London - Two surfers riding an inland river bore saved a stranded baby porpoise and released it back into the sea - after driving it 209km in the boot of a car.
Dave Butterton and Ben Rogers were riding the Severn Bore when they found the distressed young porpoise lying helplessly on a sandbank.
It had become beached by the outgoing tide and was in danger of an agonisingly slow death by the side of the Severn in Gloucestershire - kilometres from the open sea.
The pals wrapped the stricken mammal in wet sheets and towels and carried it to the car using one of their surfboards as a stretcher.
After heaving the animal through the river and up the muddy bank, they rested it on to firefighter Butterton’s 3m-long surfboard and dragged it nearly a kilometre back to their car.
Model-maker Rogers said: “It was quite a young one so it wasn’t too heavy, but there was still a lot of muscle there. It was probably the size of a small child.
“We had to get it up the bank through all the reeds, which wasn’t easy because the bank was steep and it was just the two of us.
“We got it up to the top in the end and put it on Dave’s board, and he dragged it along while I steadied it along this footpath,” he said.
“It was so tired it just sat there.”
The pair decided that Butterton, from Ilfracombe, Devon, would drive the porpoise back home with him that night and release it into the sea.
So they wrapped it in blankets and a wet towel and popped it in the boot of his car - where it stayed for two-and-a-half hours.
He made a couple of stops along the way to check on the porpoise and make sure it was kept wet.
He stopped at his house to pick up his partner, Mary Taylor, 48, and their two sons, Jamie, 12, and Tommy, 10, before driving to Hele Bay beach, where the porpoise was set free.
Taylor, an artist, said: “We drove to the edge of the beach so we wouldn’t have to carry it too far.
“Jamie and Dave carried it across the beach and into the sea. They went in about waist deep.
“It lay still for a moment and then suddenly leaped to life and swam away,” she said.
“We were hoping it would give a little jump like in Free Willy and it didn’t, but it was an amazing sense of satisfaction. It swam away very happily.”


| What the task asks |
The copy must match the data below line for line and contain no images.

| Data provided |

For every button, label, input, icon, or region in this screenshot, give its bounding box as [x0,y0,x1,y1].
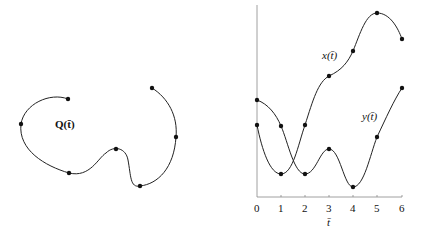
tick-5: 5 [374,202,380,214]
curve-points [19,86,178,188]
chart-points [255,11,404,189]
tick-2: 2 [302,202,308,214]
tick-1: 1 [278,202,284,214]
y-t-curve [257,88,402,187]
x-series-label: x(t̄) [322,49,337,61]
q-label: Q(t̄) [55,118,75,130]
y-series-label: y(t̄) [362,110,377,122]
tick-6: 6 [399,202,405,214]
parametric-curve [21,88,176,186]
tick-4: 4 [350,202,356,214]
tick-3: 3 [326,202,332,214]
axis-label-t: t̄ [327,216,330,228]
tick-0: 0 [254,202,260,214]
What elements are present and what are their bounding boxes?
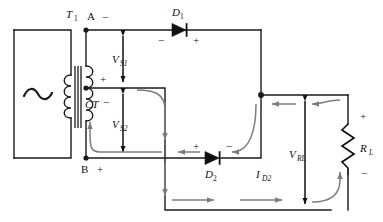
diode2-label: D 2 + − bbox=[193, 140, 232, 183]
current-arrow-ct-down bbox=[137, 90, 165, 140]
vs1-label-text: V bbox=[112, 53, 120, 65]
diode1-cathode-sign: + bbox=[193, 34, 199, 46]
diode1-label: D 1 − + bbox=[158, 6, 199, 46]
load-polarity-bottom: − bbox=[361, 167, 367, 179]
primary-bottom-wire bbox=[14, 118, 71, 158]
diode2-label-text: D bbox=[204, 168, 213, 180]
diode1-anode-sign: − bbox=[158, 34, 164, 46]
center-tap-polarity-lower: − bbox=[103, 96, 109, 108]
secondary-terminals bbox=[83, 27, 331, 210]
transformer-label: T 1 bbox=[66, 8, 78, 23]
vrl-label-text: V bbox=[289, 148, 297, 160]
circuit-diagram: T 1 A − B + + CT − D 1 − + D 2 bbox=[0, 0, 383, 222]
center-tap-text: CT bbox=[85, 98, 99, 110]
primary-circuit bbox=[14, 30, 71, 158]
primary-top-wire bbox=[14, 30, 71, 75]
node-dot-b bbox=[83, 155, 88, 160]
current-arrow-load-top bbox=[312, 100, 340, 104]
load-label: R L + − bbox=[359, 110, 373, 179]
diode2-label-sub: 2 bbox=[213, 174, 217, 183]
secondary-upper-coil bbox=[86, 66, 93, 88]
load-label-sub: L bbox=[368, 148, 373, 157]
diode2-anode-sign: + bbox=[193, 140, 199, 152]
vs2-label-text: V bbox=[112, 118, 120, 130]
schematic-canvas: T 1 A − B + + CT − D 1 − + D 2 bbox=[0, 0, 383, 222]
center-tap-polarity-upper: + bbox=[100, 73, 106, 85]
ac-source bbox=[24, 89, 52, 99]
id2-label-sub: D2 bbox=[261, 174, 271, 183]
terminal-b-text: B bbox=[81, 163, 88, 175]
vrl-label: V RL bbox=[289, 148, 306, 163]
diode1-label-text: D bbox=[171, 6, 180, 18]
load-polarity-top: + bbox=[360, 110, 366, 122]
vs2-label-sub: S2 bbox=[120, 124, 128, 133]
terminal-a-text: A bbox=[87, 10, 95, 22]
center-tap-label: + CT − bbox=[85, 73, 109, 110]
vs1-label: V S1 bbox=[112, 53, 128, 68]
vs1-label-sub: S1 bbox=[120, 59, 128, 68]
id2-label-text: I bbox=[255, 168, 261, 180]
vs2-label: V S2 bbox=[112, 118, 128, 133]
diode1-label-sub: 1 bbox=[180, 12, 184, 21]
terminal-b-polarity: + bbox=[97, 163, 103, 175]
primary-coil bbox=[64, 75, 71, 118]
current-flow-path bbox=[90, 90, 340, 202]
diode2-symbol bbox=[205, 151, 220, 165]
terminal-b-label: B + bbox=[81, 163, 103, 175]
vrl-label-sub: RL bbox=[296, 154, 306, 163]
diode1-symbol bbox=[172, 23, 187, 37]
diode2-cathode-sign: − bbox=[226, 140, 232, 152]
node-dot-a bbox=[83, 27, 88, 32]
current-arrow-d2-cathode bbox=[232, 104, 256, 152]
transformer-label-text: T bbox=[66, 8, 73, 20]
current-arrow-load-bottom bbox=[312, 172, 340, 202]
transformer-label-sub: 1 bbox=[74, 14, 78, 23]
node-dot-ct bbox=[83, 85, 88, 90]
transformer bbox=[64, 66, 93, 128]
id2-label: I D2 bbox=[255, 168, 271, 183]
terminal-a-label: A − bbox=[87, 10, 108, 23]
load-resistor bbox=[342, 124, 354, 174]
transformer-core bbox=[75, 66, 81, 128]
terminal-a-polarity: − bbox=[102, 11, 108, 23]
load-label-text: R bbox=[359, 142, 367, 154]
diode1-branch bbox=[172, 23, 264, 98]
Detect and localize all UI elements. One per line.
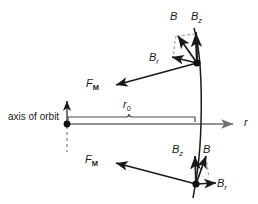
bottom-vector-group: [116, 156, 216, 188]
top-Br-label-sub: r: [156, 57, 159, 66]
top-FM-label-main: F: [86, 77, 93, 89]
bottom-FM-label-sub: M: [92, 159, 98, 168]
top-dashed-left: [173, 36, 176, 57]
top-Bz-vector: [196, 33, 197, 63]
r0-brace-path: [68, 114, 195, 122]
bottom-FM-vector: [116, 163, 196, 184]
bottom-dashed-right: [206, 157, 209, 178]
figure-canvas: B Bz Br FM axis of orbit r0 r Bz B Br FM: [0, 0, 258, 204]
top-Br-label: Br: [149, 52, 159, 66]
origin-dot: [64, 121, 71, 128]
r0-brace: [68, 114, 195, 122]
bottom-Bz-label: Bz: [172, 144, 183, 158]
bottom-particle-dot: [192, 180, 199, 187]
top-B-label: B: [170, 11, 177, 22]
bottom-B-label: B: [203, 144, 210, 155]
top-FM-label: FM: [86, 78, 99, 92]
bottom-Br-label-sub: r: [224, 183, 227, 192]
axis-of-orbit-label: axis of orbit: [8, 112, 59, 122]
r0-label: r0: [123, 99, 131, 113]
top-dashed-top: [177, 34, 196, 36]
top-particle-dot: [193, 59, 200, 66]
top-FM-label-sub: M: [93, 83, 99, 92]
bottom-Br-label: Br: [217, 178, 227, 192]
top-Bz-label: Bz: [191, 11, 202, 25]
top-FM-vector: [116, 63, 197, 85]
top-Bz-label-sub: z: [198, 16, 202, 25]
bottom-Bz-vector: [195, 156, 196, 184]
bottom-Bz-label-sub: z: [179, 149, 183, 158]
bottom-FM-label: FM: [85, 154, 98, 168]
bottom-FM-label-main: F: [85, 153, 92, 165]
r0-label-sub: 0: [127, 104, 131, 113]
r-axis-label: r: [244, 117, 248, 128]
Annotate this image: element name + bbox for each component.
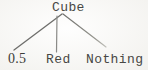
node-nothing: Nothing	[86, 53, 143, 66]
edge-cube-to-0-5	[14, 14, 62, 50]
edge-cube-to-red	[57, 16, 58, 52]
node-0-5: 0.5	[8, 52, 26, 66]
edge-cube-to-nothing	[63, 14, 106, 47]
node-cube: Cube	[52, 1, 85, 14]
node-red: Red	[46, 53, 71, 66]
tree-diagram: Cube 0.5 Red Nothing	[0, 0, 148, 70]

| Answer space |
For every button, label, input, icon, or region in this screenshot, give its bounding box as [x0,y0,x1,y1].
tick-5: 5 [374,202,380,214]
curve-points [19,86,178,188]
chart-points [255,11,404,189]
tick-2: 2 [302,202,308,214]
tick-1: 1 [278,202,284,214]
y-t-curve [257,88,402,187]
x-series-label: x(t̄) [322,49,337,61]
q-label: Q(t̄) [55,118,75,130]
y-series-label: y(t̄) [362,110,377,122]
tick-6: 6 [399,202,405,214]
parametric-curve [21,88,176,186]
tick-4: 4 [350,202,356,214]
tick-3: 3 [326,202,332,214]
axis-label-t: t̄ [327,216,330,228]
tick-0: 0 [254,202,260,214]
What elements are present and what are their bounding boxes?
diode2-label: D 2 + − bbox=[193, 140, 232, 183]
current-arrow-ct-down bbox=[137, 90, 165, 140]
vs1-label-text: V bbox=[112, 53, 120, 65]
diode1-cathode-sign: + bbox=[193, 34, 199, 46]
diode1-label: D 1 − + bbox=[158, 6, 199, 46]
load-polarity-bottom: − bbox=[361, 167, 367, 179]
primary-bottom-wire bbox=[14, 118, 71, 158]
diode2-label-text: D bbox=[204, 168, 213, 180]
diode1-anode-sign: − bbox=[158, 34, 164, 46]
center-tap-polarity-lower: − bbox=[103, 96, 109, 108]
secondary-terminals bbox=[83, 27, 331, 210]
transformer-label: T 1 bbox=[66, 8, 78, 23]
vrl-label-text: V bbox=[289, 148, 297, 160]
circuit-diagram: T 1 A − B + + CT − D 1 − + D 2 bbox=[0, 0, 383, 222]
center-tap-text: CT bbox=[85, 98, 99, 110]
primary-circuit bbox=[14, 30, 71, 158]
primary-top-wire bbox=[14, 30, 71, 75]
node-dot-b bbox=[83, 155, 88, 160]
current-arrow-load-top bbox=[312, 100, 340, 104]
load-label: R L + − bbox=[359, 110, 373, 179]
diode2-label-sub: 2 bbox=[213, 174, 217, 183]
secondary-upper-coil bbox=[86, 66, 93, 88]
load-label-sub: L bbox=[368, 148, 373, 157]
diode2-anode-sign: + bbox=[193, 140, 199, 152]
vs2-label-text: V bbox=[112, 118, 120, 130]
schematic-canvas: T 1 A − B + + CT − D 1 − + D 2 bbox=[0, 0, 383, 222]
center-tap-polarity-upper: + bbox=[100, 73, 106, 85]
ac-source bbox=[24, 89, 52, 99]
id2-label-sub: D2 bbox=[261, 174, 271, 183]
terminal-b-text: B bbox=[81, 163, 88, 175]
vrl-label: V RL bbox=[289, 148, 306, 163]
diode1-label-text: D bbox=[171, 6, 180, 18]
load-polarity-top: + bbox=[360, 110, 366, 122]
vs2-label-sub: S2 bbox=[120, 124, 128, 133]
terminal-a-text: A bbox=[87, 10, 95, 22]
center-tap-label: + CT − bbox=[85, 73, 109, 110]
vs1-label: V S1 bbox=[112, 53, 128, 68]
vs1-label-sub: S1 bbox=[120, 59, 128, 68]
id2-label-text: I bbox=[255, 168, 261, 180]
vs2-label: V S2 bbox=[112, 118, 128, 133]
diode1-label-sub: 1 bbox=[180, 12, 184, 21]
terminal-b-polarity: + bbox=[97, 163, 103, 175]
primary-coil bbox=[64, 75, 71, 118]
current-flow-path bbox=[90, 90, 340, 202]
diode2-symbol bbox=[205, 151, 220, 165]
terminal-b-label: B + bbox=[81, 163, 103, 175]
vrl-label-sub: RL bbox=[296, 154, 306, 163]
diode1-symbol bbox=[172, 23, 187, 37]
diode2-cathode-sign: − bbox=[226, 140, 232, 152]
node-dot-a bbox=[83, 27, 88, 32]
current-arrow-d2-cathode bbox=[232, 104, 256, 152]
transformer-label-text: T bbox=[66, 8, 73, 20]
current-arrow-load-bottom bbox=[312, 172, 340, 202]
transformer-label-sub: 1 bbox=[74, 14, 78, 23]
node-dot-ct bbox=[83, 85, 88, 90]
transformer bbox=[64, 66, 93, 128]
id2-label: I D2 bbox=[255, 168, 271, 183]
terminal-a-label: A − bbox=[87, 10, 108, 23]
load-resistor bbox=[342, 124, 354, 174]
transformer-core bbox=[75, 66, 81, 128]
terminal-a-polarity: − bbox=[102, 11, 108, 23]
load-label-text: R bbox=[359, 142, 367, 154]
diode1-branch bbox=[172, 23, 264, 98]
Detect and localize all UI elements. One per line.
bottom-vector-group: [116, 156, 216, 188]
top-Br-label-sub: r: [156, 57, 159, 66]
top-FM-label-main: F: [86, 77, 93, 89]
bottom-FM-label-sub: M: [92, 159, 98, 168]
top-dashed-left: [173, 36, 176, 57]
top-Bz-vector: [196, 33, 197, 63]
r0-brace-path: [68, 114, 195, 122]
bottom-FM-vector: [116, 163, 196, 184]
bottom-dashed-right: [206, 157, 209, 178]
figure-canvas: B Bz Br FM axis of orbit r0 r Bz B Br FM: [0, 0, 258, 204]
top-Br-label: Br: [149, 52, 159, 66]
origin-dot: [64, 121, 71, 128]
r0-brace: [68, 114, 195, 122]
bottom-Bz-label: Bz: [172, 144, 183, 158]
bottom-particle-dot: [192, 180, 199, 187]
top-B-label: B: [170, 11, 177, 22]
bottom-B-label: B: [203, 144, 210, 155]
top-FM-label: FM: [86, 78, 99, 92]
bottom-Br-label-sub: r: [224, 183, 227, 192]
axis-of-orbit-label: axis of orbit: [8, 112, 59, 122]
r0-label: r0: [123, 99, 131, 113]
top-dashed-top: [177, 34, 196, 36]
top-particle-dot: [193, 59, 200, 66]
top-FM-label-sub: M: [93, 83, 99, 92]
bottom-Br-label: Br: [217, 178, 227, 192]
top-Bz-label: Bz: [191, 11, 202, 25]
top-FM-vector: [116, 63, 197, 85]
top-Bz-label-sub: z: [198, 16, 202, 25]
bottom-Bz-vector: [195, 156, 196, 184]
bottom-Bz-label-sub: z: [179, 149, 183, 158]
bottom-FM-label: FM: [85, 154, 98, 168]
bottom-FM-label-main: F: [85, 153, 92, 165]
r0-label-sub: 0: [127, 104, 131, 113]
r-axis-label: r: [244, 117, 248, 128]
Annotate this image: element name + bbox for each component.
node-nothing: Nothing	[86, 53, 143, 66]
edge-cube-to-0-5	[14, 14, 62, 50]
edge-cube-to-red	[57, 16, 58, 52]
node-0-5: 0.5	[8, 52, 26, 66]
edge-cube-to-nothing	[63, 14, 106, 47]
node-cube: Cube	[52, 1, 85, 14]
node-red: Red	[46, 53, 71, 66]
tree-diagram: Cube 0.5 Red Nothing	[0, 0, 148, 70]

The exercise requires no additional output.